Why would they be interested? His father must have left town before most of them were born. Never in his life had Kira felt more unsettled.

"You should say some words," says the director who has taken them through the rights, Mr Griffin.

"Oh – I really don't -" Kira took a step back.

"It isn't customary."

"It's customary here," says Mr Griffin.

"Your father meant a lot to this town. They want to hear his daughter speak."

Kira thinks of the version of her father that must exist in their heads. A noble son, perhaps, who left the town to pursue a new, bright life in the city. One who got out. Their reminiscing reeks of nostalgia, like each of them recalls the person they were before he left and their memory of their youthful self bleeds into the way they remember him.

None of them have to remember him the way Kira does.

She doubts any one of them has to remember the weight of a glass window pane, complete with a lead-pipe, smashed across their face by him in a rage.

The scar threading Kira's hairline doesn't let her forget.

"Well thank you," she says, putting on the voice she has trained for a law court.

Inside, she pushes her real self away. The memories can stay locked away in their box. She can conduct herself the way her audience demands;

She is well-trained.

"Thank you all for coming today. I know that it would have meant a lot to my father. He was -" A good man, she tells herself, just say he was a good man. It's what everyone says when forced to make a eulogy.

No one ever says that the dead person was a cruel person, a thief or fraudster, a monster.
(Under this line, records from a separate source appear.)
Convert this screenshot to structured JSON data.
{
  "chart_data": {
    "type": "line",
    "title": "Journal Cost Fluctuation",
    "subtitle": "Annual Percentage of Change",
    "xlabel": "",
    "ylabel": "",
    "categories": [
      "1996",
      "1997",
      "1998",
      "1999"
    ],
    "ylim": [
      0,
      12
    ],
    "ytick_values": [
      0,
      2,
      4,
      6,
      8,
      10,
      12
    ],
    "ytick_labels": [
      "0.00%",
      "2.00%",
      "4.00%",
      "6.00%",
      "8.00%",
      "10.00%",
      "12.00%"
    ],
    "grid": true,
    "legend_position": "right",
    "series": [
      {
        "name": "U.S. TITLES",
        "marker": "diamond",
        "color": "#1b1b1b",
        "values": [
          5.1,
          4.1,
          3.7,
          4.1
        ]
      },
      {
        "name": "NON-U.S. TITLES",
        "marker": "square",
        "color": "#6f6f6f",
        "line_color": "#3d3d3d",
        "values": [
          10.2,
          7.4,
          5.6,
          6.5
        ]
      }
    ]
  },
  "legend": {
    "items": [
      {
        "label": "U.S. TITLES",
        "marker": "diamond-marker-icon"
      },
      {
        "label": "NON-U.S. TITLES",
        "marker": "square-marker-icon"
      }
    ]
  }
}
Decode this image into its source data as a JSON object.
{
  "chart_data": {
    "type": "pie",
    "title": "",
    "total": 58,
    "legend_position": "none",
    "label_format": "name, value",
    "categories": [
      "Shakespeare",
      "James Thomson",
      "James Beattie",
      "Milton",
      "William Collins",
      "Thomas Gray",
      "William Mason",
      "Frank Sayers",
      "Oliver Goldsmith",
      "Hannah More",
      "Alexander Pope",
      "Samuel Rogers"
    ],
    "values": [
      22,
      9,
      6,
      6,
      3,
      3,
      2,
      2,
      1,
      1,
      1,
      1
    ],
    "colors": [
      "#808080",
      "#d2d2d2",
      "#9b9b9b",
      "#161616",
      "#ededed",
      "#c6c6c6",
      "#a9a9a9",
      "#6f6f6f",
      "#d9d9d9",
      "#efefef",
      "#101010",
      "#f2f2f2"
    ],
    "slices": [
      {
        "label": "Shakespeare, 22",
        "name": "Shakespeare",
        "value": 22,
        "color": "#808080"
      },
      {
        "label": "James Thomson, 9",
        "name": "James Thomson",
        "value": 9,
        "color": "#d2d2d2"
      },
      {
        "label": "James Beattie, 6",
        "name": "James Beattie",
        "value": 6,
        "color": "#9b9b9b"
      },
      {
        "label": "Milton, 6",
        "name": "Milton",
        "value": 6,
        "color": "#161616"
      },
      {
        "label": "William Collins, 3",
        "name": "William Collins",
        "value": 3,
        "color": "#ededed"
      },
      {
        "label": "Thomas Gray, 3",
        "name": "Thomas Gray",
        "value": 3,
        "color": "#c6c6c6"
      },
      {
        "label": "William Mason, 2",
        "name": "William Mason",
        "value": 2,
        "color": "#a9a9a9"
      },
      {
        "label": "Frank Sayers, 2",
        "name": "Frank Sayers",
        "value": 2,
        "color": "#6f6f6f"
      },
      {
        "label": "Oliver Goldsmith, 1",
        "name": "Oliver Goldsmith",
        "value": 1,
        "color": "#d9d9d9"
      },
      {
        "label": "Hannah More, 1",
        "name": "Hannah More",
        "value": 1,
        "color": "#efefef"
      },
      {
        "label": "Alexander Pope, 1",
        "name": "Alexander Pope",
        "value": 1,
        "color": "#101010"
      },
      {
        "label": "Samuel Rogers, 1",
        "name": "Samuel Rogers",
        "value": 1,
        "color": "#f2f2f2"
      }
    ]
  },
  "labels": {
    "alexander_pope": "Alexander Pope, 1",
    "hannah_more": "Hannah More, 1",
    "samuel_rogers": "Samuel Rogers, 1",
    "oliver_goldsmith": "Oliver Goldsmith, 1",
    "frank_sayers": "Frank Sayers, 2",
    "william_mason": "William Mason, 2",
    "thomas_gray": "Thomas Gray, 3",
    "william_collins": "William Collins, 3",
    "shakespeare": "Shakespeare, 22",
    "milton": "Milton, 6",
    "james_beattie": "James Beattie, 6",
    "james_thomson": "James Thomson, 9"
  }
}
They sing praises, no matter the truth about the life now resting between those coffin panels. Kira wouldn't be the first person to have lied at a funeral.

But she couldn't force her mouth to write the words.

"He was always committed to his work." And the bottles he took. "And his – and his family." The lie leaves an unpleasant taste at the back of her mouth, but it seems to be enough for the community, who bow their heads in respect, and Kira crosses her arms across her body as she steps away.

The one assurance that keeps her upright is the fact that she will never have to come back to this place again. She has no intention of ever visiting her father's grave ever again; he can rot for all she cares.

Her mother's ashes are kept outside Starlight where her ashes are kept. She would take her flowers and his love there.

"Are you okay?" asks Noel.

Kira hadn't noticed she drifted in the direction of the group.

"I'm fine."

Every funeral that Kira has ever attended has featured a visible outpouring of grief. Not a tear has fallen here today.

Her own face was stony and blank. Allowing herself to access any emotions puts her at risk of exposing something she shouldn't.

She wasn't glad, wasn't relieved when she found out that her father had died, but she wasn't sad either, she was just numb.

Like everything else in her life, it was happening. Kira stores her experiences in filing cabinets in her mind, a long list of happenings.

"Come back to the dining hall with us," says Noel.

"There will be lots of food."

Jayden takes a step forward, and they all fall silent.

Kira, too, suddenly feels incapable of speech. The world balances on a knife's edge when Jayden is about to speak, like the slightest disturbance will cut the very folds of the surrounding air.

"Forget food, she needs a drink. Come to the bar."

Without even contemplating a refusal, she nods. She puts it down to her own fatigue. She is even immune to the restorative properties of a strong whiskey, though she rarely drinks, cautious of the risks in her genes, she doesn't want to end up like the man in the box.

As if caught up in the same magnetism as the rest of the gang, she falls into step with them behind Jayden, watching the back of his head.

Jayden's hair is thick and wavy, and Kira gets the impression that he cuts it with his own scissors because the lines are choppy and uneven. At the top of his spine, just peeking out past the collar of his shirt, is another tattoo, something geometric and angular that he cannot figure out without seeing the picture in full.

They leave the funeral party behind, and no one questions them.

Kira has the strange feeling that no one here questions Jayden at all.